An Intro to Desktop Publishing
What Is Desktop Publishing?
Desktop publishing is the use of the computer and software to create visual displays of ideas and information. Desktop publishing documents may be for desktop or commercial printing or electronic distribution, including PDF, slideshows, email newsletters, electronic books, and the Web.
Desktop publishing is a term coined after the development of a specific type of software. It's about using that software to combine and rearrange text and images and creating digital files for print, online viewing, or websites. Before the invention of desktop publishing software, the tasks involved in desktop publishing were done manually by people who specialized in graphic design, typesetting, and prepress tasks.
Things You Can Do With Desktop Publishing
With desktop publishing software and hardware you can:
- Design print communications such as brochures, fliers, ads, and posters.
- Design print communications such as catalogs, directories, and annual reports.
- Design logos, business cards, and letterhead.
- Design and publish newsletters, magazines, and newspapers.
- Design books and booklets.
- Convert print communications to formats for the web and smart devices such as tablets and phones.
- Create resumes and business forms including invoices, inventory sheets, memos, and labels.
- Self-publish books, newsletters, and e-books.
- Design and publish blogs and websites.
- Design slides shows, presentations, and handouts.
- Create and print greeting cards, banners, postcards, candy wrappers, and iron-on transfers.
- Make digital scrapbooks and print or digital photo albums.
- Create decorative labels, envelopes, trading cards, calendars, and charts.
- Design packaging for retail merchandise from wrappers for bars of soap to software boxes.
- Design store signs, highway signs, and billboards.
- Take work designed by others and putting it into the correct format for digital or offset printing or for publishing online.
- Create more attractive, readable reports, posters, and print or on-screen presentations for school or business.
How Desktop Publishing Has Changed
In the '80s and '90s, desktop publishing was for print almost exclusively. Today, desktop publishing includes much more than just print publications. It's publishing as PDF or an e-book. It's publishing to blogs and designing websites. It's designing content for multiple platforms, including smartphones and tablets.
Desktop publishing is the technical assembly of digital files in the proper format for printing or for electronic distribution. In practical use, much of the graphic design process is also accomplished using desktop publishing, graphics software, and web design software and is sometimes included in the definition of desktop publishing.
Comparison of desktop publishing, graphic design, and web design:
- Desktop publishing is the process of using the computer and specific types of software to combine text and graphics to produce documents such as newsletters, brochures, books, and web pages.
- Graphic design uses text and graphics to communicate an effective message in the design of logos, graphics, brochures, newsletters, posters, signs, and other types of visual communication.
- Web design is a spin-off of graphic design and desktop publishing that focuses exclusively on visual communications for display on websites and mobile devices – to include text, graphics, sound, animation, and video.
Someone who does print design may or may not also do web design. Some web designers have never done any type of print design.
The Present and Future of Desktop Publishing
At one time, only professional graphic designers used desktop publishing software. Then along came consumer-level desktop publishing software and an explosion of people who did desktop publishing for fun and profit, with or without a background in traditional design. Today, desktop publishing is still a career choice for some, but it is also increasingly a required skill for a wide range of jobs and careers.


Action item: Before answering, work out how many lines below contain the string "iPad"; the reply is that number alone.

Input data:
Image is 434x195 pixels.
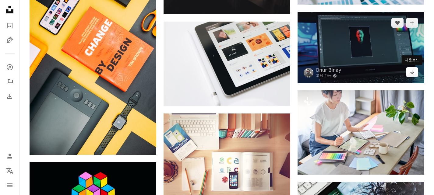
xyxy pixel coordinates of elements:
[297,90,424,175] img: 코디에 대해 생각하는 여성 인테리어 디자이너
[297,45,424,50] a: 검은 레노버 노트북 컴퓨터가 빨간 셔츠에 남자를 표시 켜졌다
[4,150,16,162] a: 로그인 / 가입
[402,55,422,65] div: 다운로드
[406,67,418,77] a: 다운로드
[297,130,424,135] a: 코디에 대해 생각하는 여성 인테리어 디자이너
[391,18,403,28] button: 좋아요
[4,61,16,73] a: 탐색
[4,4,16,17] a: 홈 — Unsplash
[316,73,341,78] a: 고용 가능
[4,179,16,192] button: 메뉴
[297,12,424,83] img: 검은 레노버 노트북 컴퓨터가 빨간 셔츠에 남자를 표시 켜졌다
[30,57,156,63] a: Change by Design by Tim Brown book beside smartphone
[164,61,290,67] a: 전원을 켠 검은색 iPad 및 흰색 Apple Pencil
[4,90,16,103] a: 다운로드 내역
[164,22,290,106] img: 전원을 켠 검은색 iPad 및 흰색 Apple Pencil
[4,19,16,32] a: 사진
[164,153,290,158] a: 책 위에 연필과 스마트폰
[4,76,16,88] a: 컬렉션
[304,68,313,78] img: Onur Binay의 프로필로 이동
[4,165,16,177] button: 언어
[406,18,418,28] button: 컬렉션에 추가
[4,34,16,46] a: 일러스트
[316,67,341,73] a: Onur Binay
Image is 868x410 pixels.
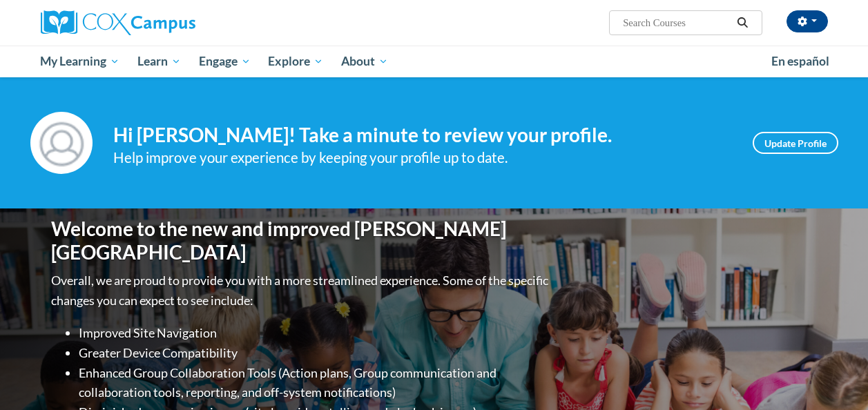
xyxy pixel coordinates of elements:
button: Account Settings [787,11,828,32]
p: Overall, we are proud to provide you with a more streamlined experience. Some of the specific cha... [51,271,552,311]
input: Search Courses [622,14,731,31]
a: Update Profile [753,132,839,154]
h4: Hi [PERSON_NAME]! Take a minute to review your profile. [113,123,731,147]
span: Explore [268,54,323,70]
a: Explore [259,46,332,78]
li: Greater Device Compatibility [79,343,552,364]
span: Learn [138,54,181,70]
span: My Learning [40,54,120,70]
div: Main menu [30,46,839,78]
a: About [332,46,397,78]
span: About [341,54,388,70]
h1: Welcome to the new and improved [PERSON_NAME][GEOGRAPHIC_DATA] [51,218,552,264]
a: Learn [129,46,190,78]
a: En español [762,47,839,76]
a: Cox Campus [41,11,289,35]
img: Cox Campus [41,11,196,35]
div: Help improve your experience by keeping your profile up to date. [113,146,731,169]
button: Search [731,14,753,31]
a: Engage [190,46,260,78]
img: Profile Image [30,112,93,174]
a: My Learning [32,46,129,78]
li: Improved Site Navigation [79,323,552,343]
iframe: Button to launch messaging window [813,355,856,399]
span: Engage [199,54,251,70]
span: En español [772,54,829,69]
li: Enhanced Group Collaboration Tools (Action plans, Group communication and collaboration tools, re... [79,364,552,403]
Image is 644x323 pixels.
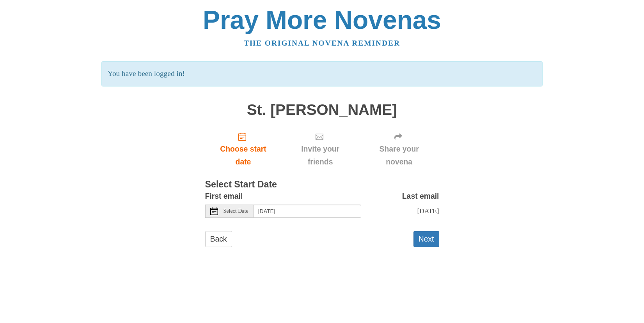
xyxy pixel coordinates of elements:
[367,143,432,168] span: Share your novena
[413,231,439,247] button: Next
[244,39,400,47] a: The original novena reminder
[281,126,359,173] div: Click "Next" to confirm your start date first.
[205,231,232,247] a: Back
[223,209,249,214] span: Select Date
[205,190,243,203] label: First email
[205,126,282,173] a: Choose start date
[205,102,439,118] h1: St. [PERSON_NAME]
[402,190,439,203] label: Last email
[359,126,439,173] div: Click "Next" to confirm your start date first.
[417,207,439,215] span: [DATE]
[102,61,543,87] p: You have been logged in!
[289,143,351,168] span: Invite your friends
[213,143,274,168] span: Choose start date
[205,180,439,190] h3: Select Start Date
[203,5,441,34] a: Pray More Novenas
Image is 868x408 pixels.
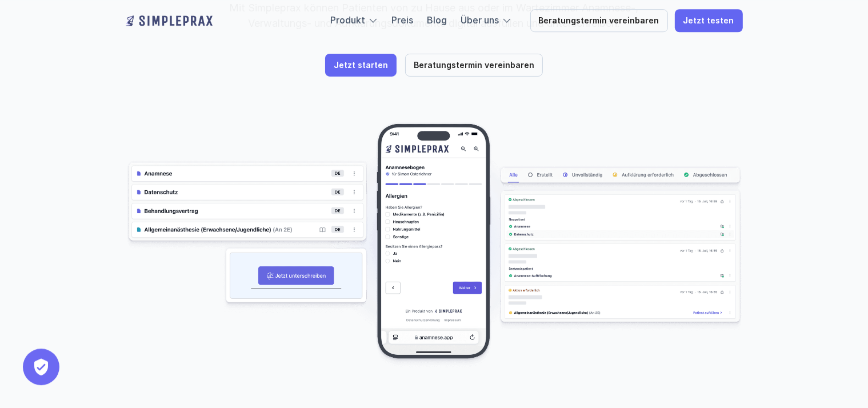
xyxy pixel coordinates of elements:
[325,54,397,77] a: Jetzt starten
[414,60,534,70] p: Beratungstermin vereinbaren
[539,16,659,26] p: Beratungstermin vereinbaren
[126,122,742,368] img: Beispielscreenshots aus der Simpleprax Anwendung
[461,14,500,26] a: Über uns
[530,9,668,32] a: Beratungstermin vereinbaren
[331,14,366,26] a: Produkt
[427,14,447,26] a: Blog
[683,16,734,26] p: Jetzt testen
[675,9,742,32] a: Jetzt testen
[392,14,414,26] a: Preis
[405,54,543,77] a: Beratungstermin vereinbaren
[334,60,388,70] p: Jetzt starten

Result: 2